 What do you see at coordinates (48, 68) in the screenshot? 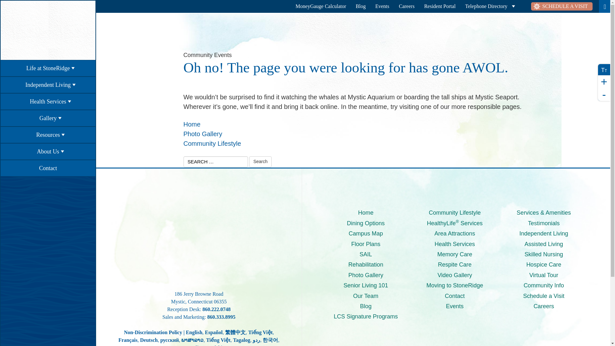
I see `Life at StoneRidge` at bounding box center [48, 68].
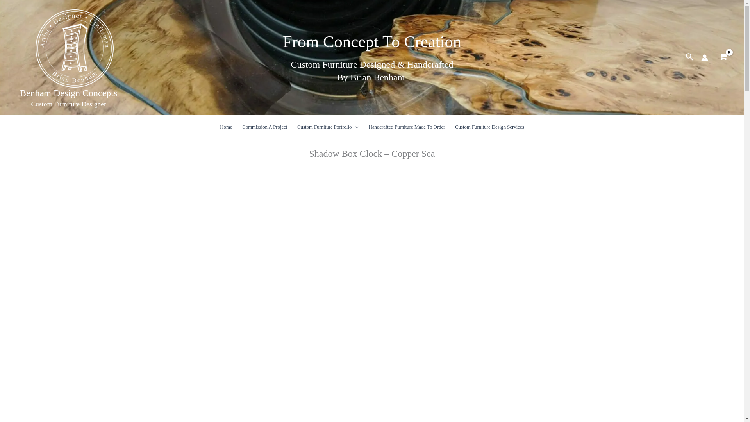  Describe the element at coordinates (264, 127) in the screenshot. I see `Place Order For Custom Furniture` at that location.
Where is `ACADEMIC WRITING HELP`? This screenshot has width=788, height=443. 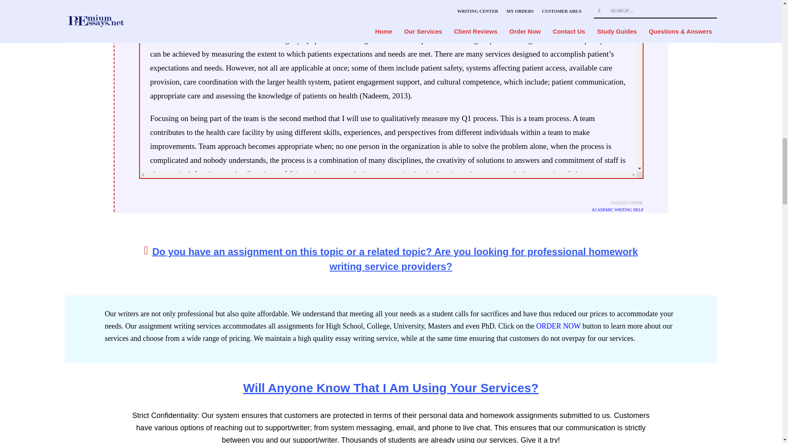 ACADEMIC WRITING HELP is located at coordinates (617, 210).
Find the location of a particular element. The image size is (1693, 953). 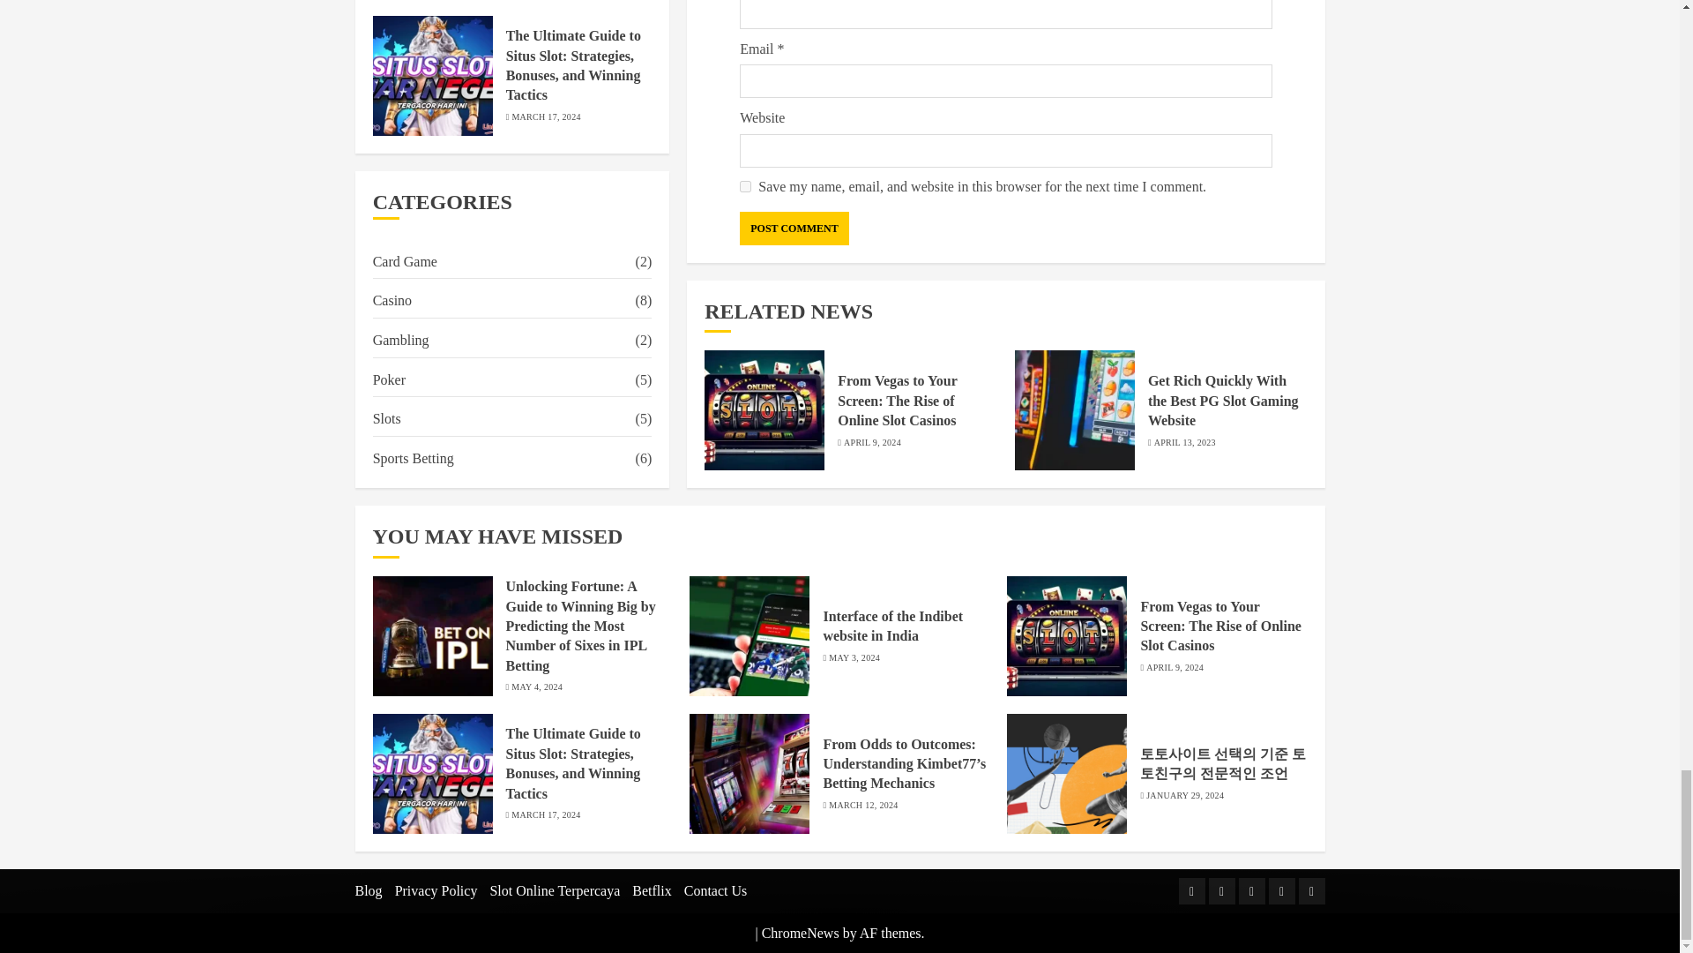

yes is located at coordinates (746, 187).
------------------------------------------------------------------------
* Exercise requirements:
Output the line that contains "Find the location" and every subsequent line through the end of the entries, exactly as given, without pictures.

* Exercise result:
Find the location of a particular element. The image size is (1693, 953). 

yes is located at coordinates (746, 187).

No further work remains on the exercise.